The recycling program born in Panama’s toughest jail

Recycling has sparked a phenomenal turnaround in Panama’s largest prison. It is a story that is both so practical and inspiring that it has been replicated in four other prisons in Panama, and the authorities in Honduras, Paraguay, El Salvador, Peru, Colombia and Nicaragua also are interested in the idea.

It began after Franklin Ayón, an agronomist and a recycling expert, was sentenced for drug trafficking in 2012 and sent to La Joyita prison, just outside Panama City. Filthy, overcrowded and dangerous, it was known as the “stomach of the beast”. Prisoners literally lived on top of rubbish in the prison, which accommodated 4,000 prisoners.

“It was everywhere – in the corners, in the corridors,” says Ayón. “We had to sit with a towel over our head to eat, just so the flies wouldn’t land on the food.”

In 2014, Ayón designed a recycling scheme that he called EcoSólidos. “We set ourselves the challenge of turning the problem into an opportunity. EcoSólidos was born in the prison cell blocks. Our motto is the four R’s: reduce, reuse, recycle and – we’ve added one of our own – resocialize,” he said. In exchange for reduced sentences, prisoners would collect, separate, recycle and sell waste. 

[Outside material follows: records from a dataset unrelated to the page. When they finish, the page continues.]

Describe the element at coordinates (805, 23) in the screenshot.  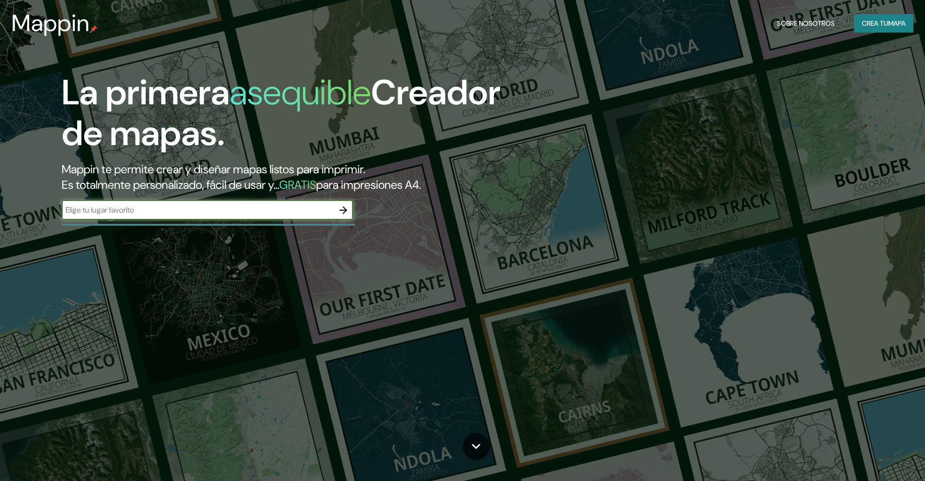
I see `button: Sobre nosotros` at that location.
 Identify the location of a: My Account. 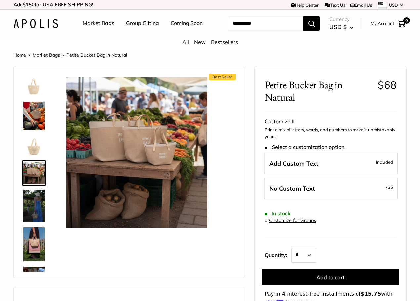
(382, 23).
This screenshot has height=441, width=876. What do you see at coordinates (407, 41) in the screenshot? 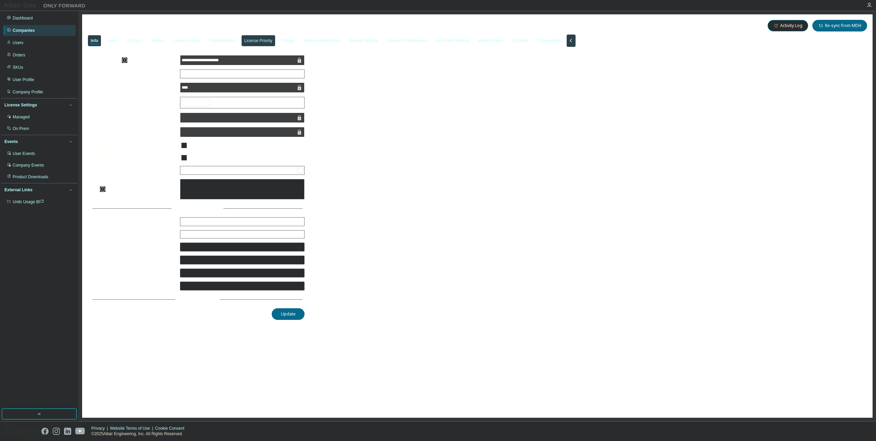
I see `div: Allowed IP Addresses` at bounding box center [407, 41].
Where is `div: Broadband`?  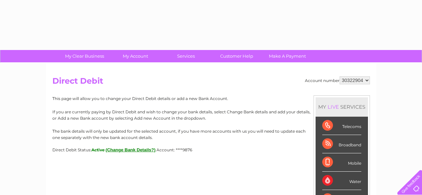
div: Broadband is located at coordinates (341, 144).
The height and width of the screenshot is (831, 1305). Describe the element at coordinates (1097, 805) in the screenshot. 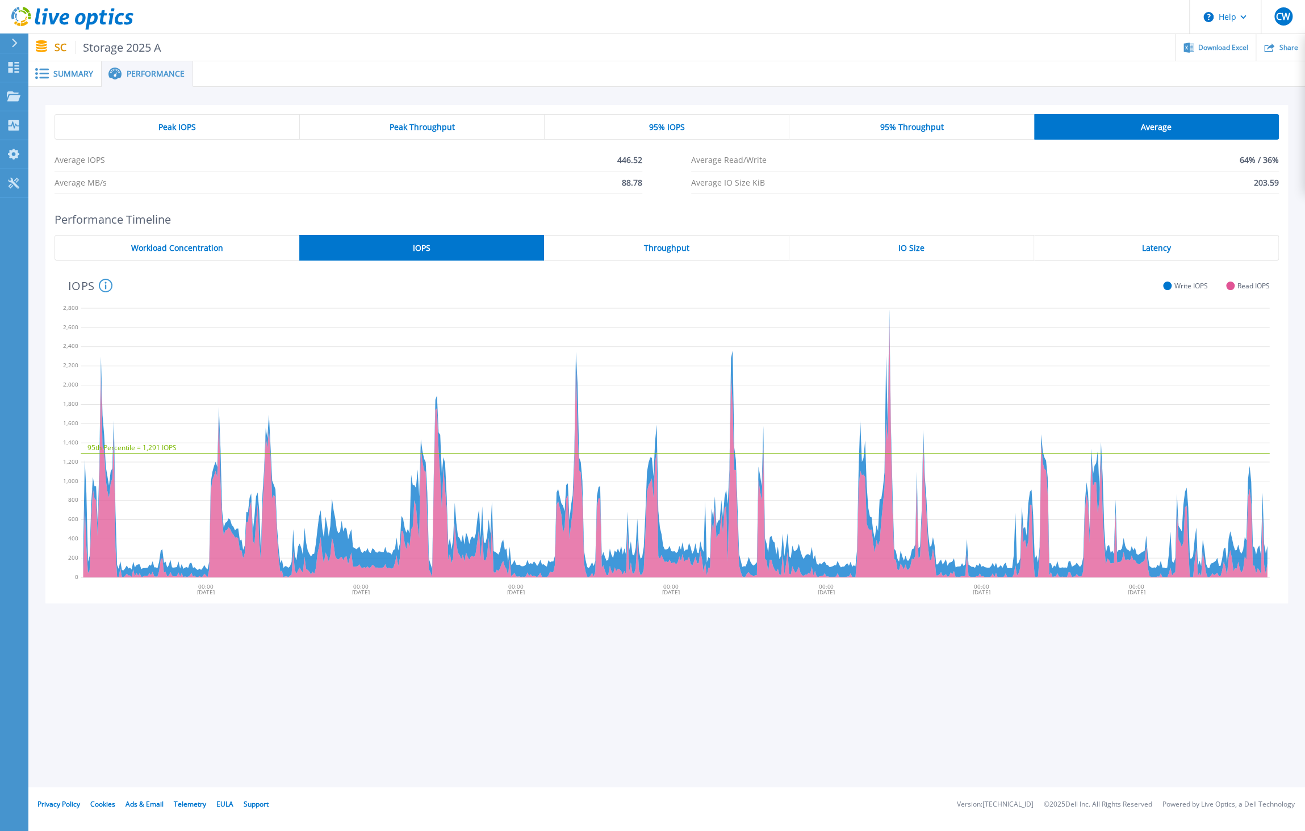

I see `li: © 2025 Dell Inc. All Rights Reserved` at that location.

Director-General Medina with inmates who take part in EcoSólidos Justice Trends

The idea got support from the prison authorities, gang leaders, and the International Committee of the Red Cross, which provides guidance to the prison authorities on prisoner living conditions and hygiene and maintaining and building facilities. (Since the program got underway in 2016, ICRC has provided guidance on how to build capacity at the recycling plant and also provides supplies to keep the program running, such as tools, gloves, boots and bags.)

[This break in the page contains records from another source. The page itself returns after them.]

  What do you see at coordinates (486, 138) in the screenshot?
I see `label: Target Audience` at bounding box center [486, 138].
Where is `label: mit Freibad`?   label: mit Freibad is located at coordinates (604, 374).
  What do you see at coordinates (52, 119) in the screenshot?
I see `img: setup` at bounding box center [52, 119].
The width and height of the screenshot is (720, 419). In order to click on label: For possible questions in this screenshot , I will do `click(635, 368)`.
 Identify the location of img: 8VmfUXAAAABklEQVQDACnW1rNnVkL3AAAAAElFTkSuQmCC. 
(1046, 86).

About 80% of the prison’s waste is now recycled. Plastic and aluminium are sold, while food waste is turned into compost for the prison’s gardens, where fruit and vegetables are grown. The Sembrando Paz (“sowing peace”) nursery, created from an abandoned area, has more than 16,000 seedlings and produces many native trees. Each year, 1,500 tree seedlings are donated to a reforestation scheme run by Panama’s environment ministry.

In 2016, Ayón was granted a presidential pardon for his work and, on his release, he created a nonprofit organisation, GeoAzul, which employs former inmates who have been part of the EcoSólidos Resocialization Programme in La Joyita Prison. GeoAzul is the largest labor reintegration company in Panama and the only organic waste manager in the municipality of Panama and San Miguelito.

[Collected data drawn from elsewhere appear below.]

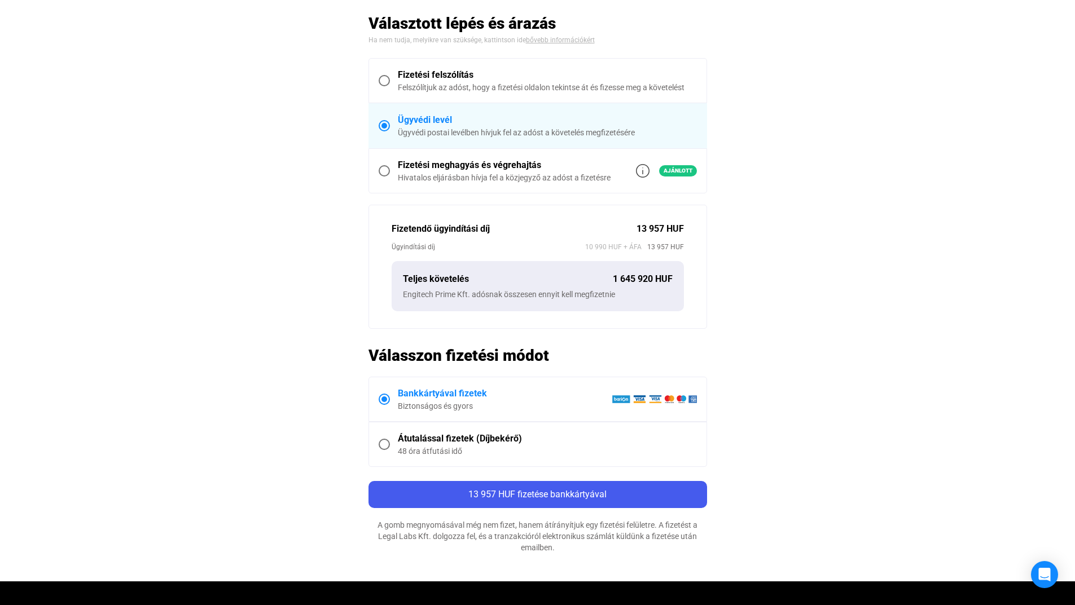 This screenshot has height=605, width=1075. What do you see at coordinates (514, 229) in the screenshot?
I see `div: Fizetendő ügyindítási díj` at bounding box center [514, 229].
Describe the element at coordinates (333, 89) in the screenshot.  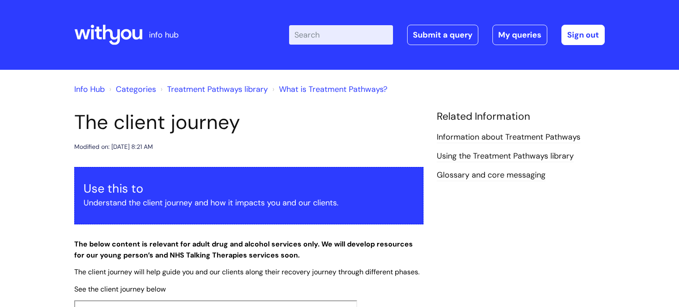
I see `a: What is Treatment Pathways?` at that location.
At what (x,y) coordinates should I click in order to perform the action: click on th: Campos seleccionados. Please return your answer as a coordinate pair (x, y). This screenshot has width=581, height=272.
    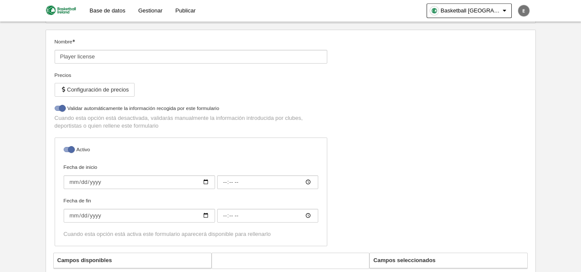
    Looking at the image, I should click on (448, 261).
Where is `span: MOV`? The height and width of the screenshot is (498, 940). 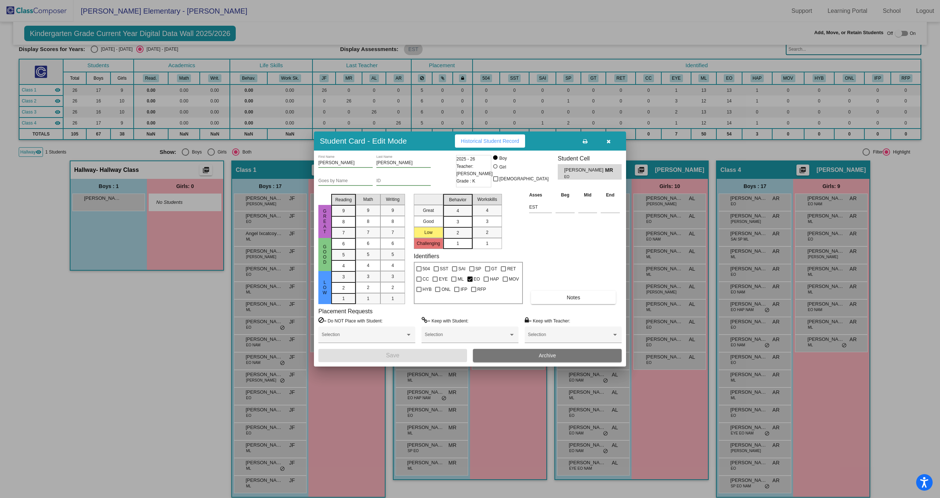
span: MOV is located at coordinates (514, 279).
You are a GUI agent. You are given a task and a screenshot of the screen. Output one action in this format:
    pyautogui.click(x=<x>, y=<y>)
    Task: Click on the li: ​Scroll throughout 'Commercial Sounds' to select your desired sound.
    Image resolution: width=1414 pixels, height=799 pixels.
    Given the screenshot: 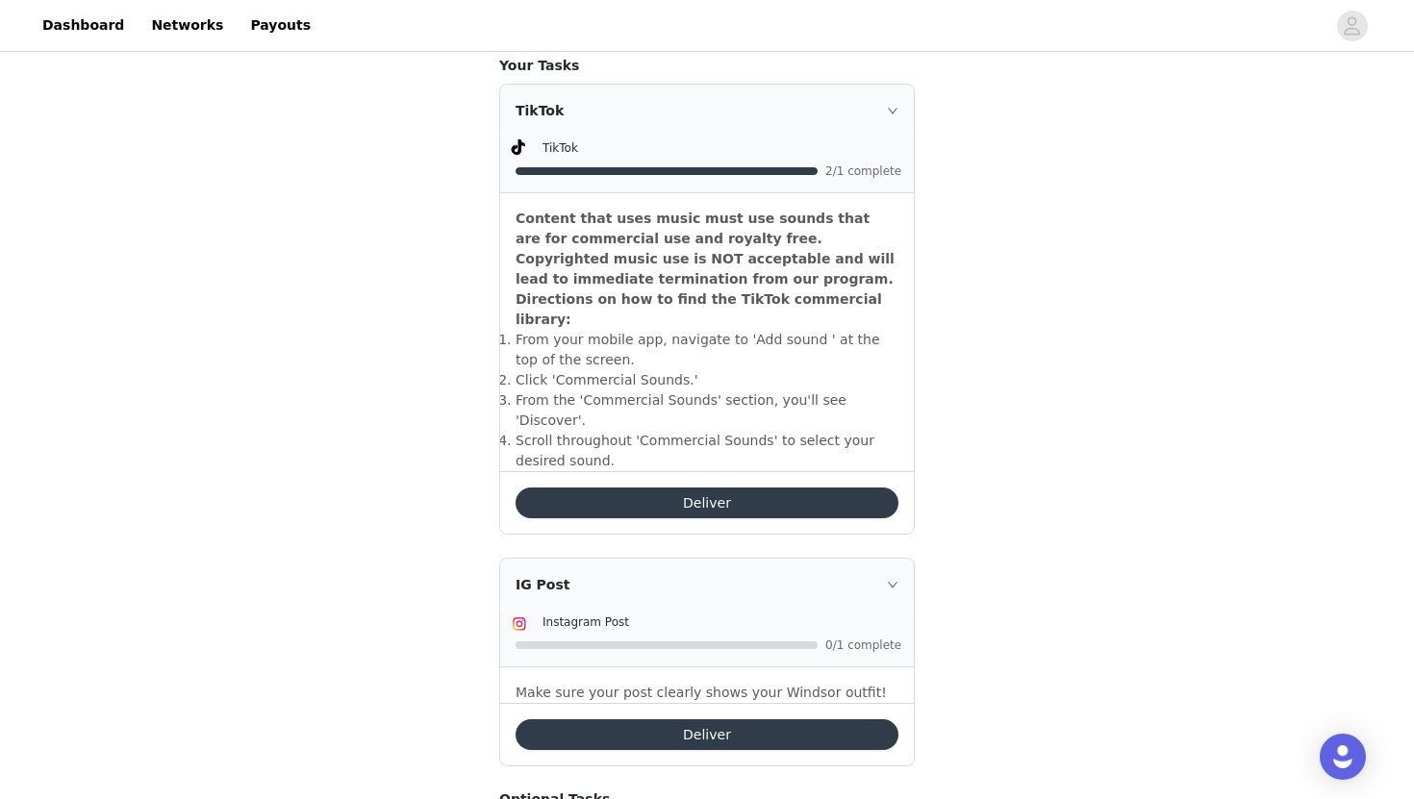 What is the action you would take?
    pyautogui.click(x=707, y=451)
    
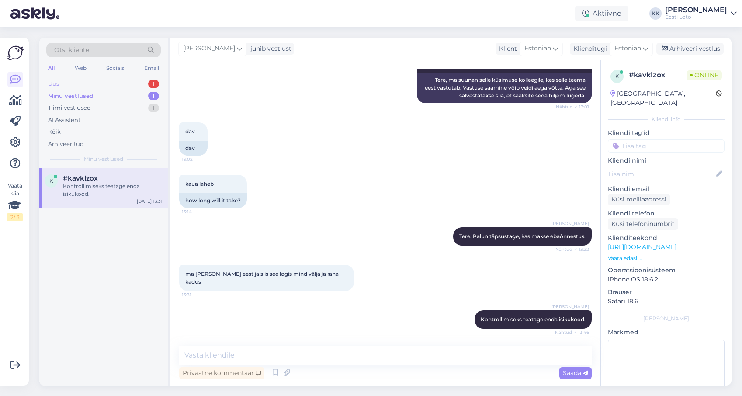 The width and height of the screenshot is (742, 396). I want to click on p: Safari 18.6, so click(666, 301).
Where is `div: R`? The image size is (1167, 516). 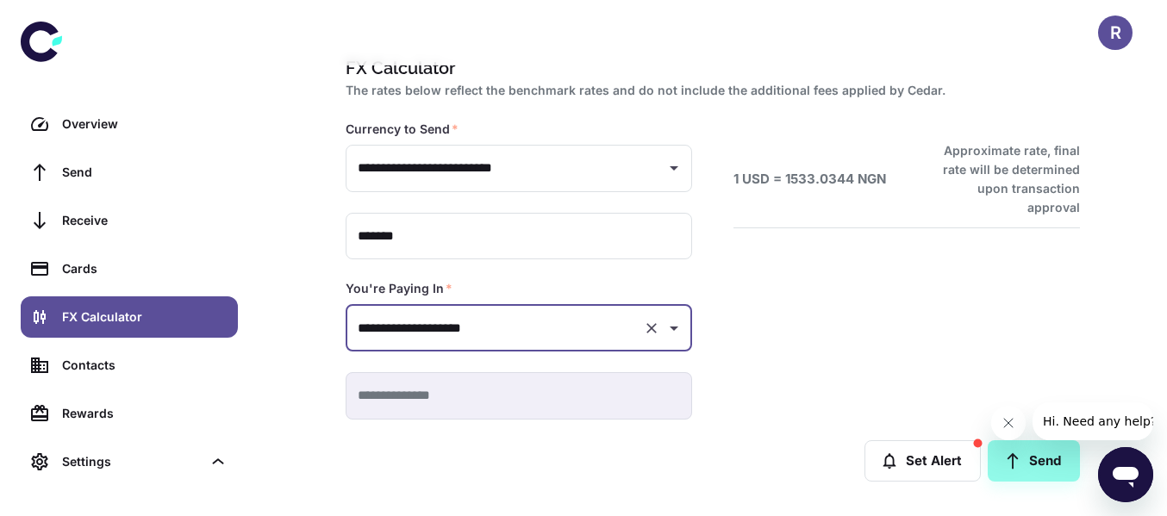 div: R is located at coordinates (1116, 33).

A tree nursery with ‘Sembrando Paz’ written with white stones on the ground

On average, GeoAzul collects and processes more than 10 tonnes of urban waste in Panama City. It employs former prisoners, who earn a monthly salary and gain a reference which helps them find other jobs. Since 2016, about 800 people have worked with the company, saving the prison system about $1.2m as most people GeoAzul employs do not re-offend, and benefitting about 3,000 people indirectly.

The rate of reoffending and returning to prison has dropped from 65% to 45% since 2019, Eliécer González, head of treatment and rehabilitation in Panama’s prisons, told the Guardian in 2024. And not one prisoner who has taken part in EcoSólidos has reoffended, he said.

In the prison, morale also improved as prisoners became productive and saw their work helped the environment, and benefited from working in a team and spending time outside. The ICRC says that tensions between prisoners have been eased due to the cleaner environment.

Building on the success of Ecosólidos, the organization is looking to expand the recycling programme. GeoAzul hopes to be the benchmark for prisoners who have been released or are on probation and looking for their first job, using environmentally friendly practices to transform people’s lives.

Through EcoSólidos, participants’ sentences can be reduced hy a day for every two days of work. The program also really supports the reintegration of former prisoners into society. Some ex-inmates who have worked in this program now have recycling companies or work in the Ministry of Environment, says Etéreo Armando Medina, director general of Panama’s penitentiary system.

There have been two sub-programs that have grown from EcoSolidos. As well as the garden centre, “Sembrando Paz, Reforestando Vidas” [Sowing Peace, Reforesting Lives], another by-product is the environmental barriers that are being used to catch rubbish in the country’s rivers, says Medina.

Sources:

Panama: GeoAzul and the EcoSolidos programme – Reduce, Reuse, Recycle and Resocialize ICRC, Aug 6 2022

Multiple investments to transform the Panamanian prison system Justice Trends, Jul 22 2019

Left to rot: how a prisoner cleaned up Panama’s dirtiest jail – and its inmates Guardian, Mar. 7, 2024

Cover image: Etéreo Armando Medina, director general of Panama’s penitentiary system, visits the Sowing Peace, Reforesting Lives centre

1 thought on “The recycling program born in Panama’s toughest jail

  1. “Win-win-win-win” and seems like a no-brainer— every incarcerated individual should have an opportunity to participate in such a program.